The problem is the hybrid as it's deployed doesn't lead anywhere. As I understand it the car switches from the electric motor to the petrol for actual drive, it doesn't use the petrol to generate electricity and use the motor all the time. I don't know this so correct me if I'm wrong. The Nimh batteries aren't particularly efficient, I think about 60%. Apparently lithium ion are very efficient, which brings us to the real bugbear of all these electric and pseudo electric cars, the batteries.
So the hybrid has some value as an indicator to manufacturers that there is a market for an alternative, and that some people are willing to pay a premium for a car that demonstrates an actual or potential enviromental advantage. It is not however a base from which a future improved car can develop. It is not a stepping stone to completely electric vehicles, nor enviromentally sound electric vehicles, nor is it a stepping stone to hydrogen powered vehicles.
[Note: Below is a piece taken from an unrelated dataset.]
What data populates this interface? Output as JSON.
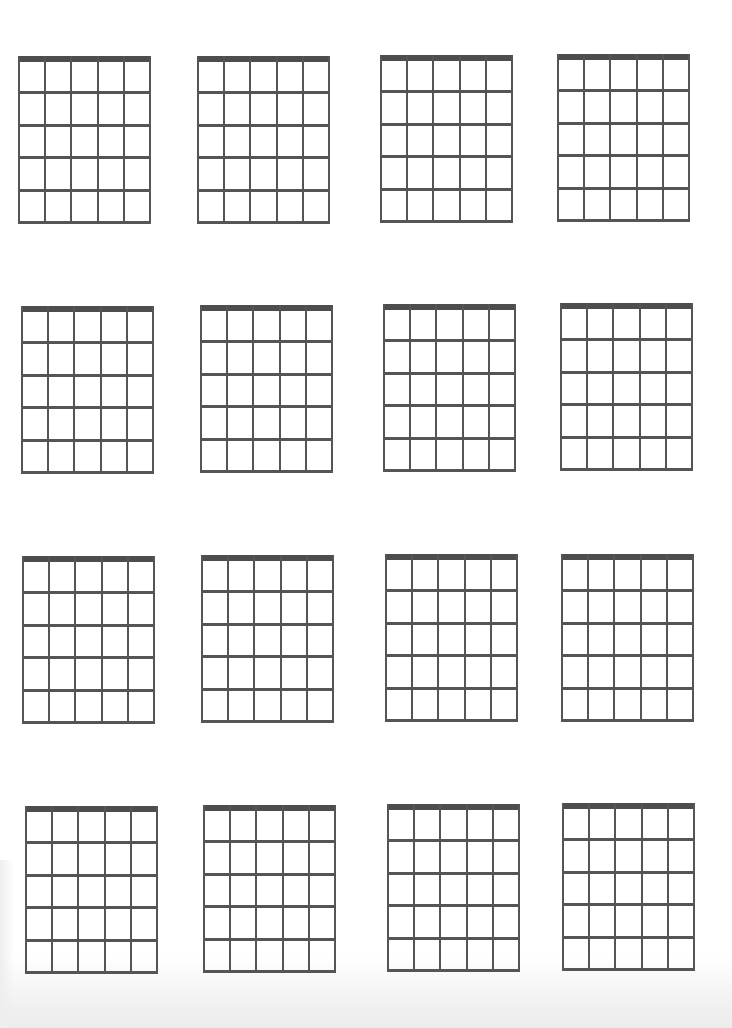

Thus it is my OPINION (note the caps) that the prius and similar cars are of limited value in this regard. I am as always prepared to believe I'm wrong.
edit: Incidentally there are some wonderful all electric vehicles right now, have a look online. The issue right now as I type is the cost of LI batteries. With those the performance/range issues are largely addressed along with the total pollution load issues to some extent. LI are THE big breakthrough in hi efficiency and low pollution vehicles. If they become more affordable and don't produce an excessive pollution load in production then we may finally see the all electric car become common place.
2cI'm just a startled bunny in the headlights of life. L.J. Young.
We live in a free country. We have freedom of choice. You can choose to agree with me, or you can choose to be wrong.
Wait! No one told you your government was a sitcom?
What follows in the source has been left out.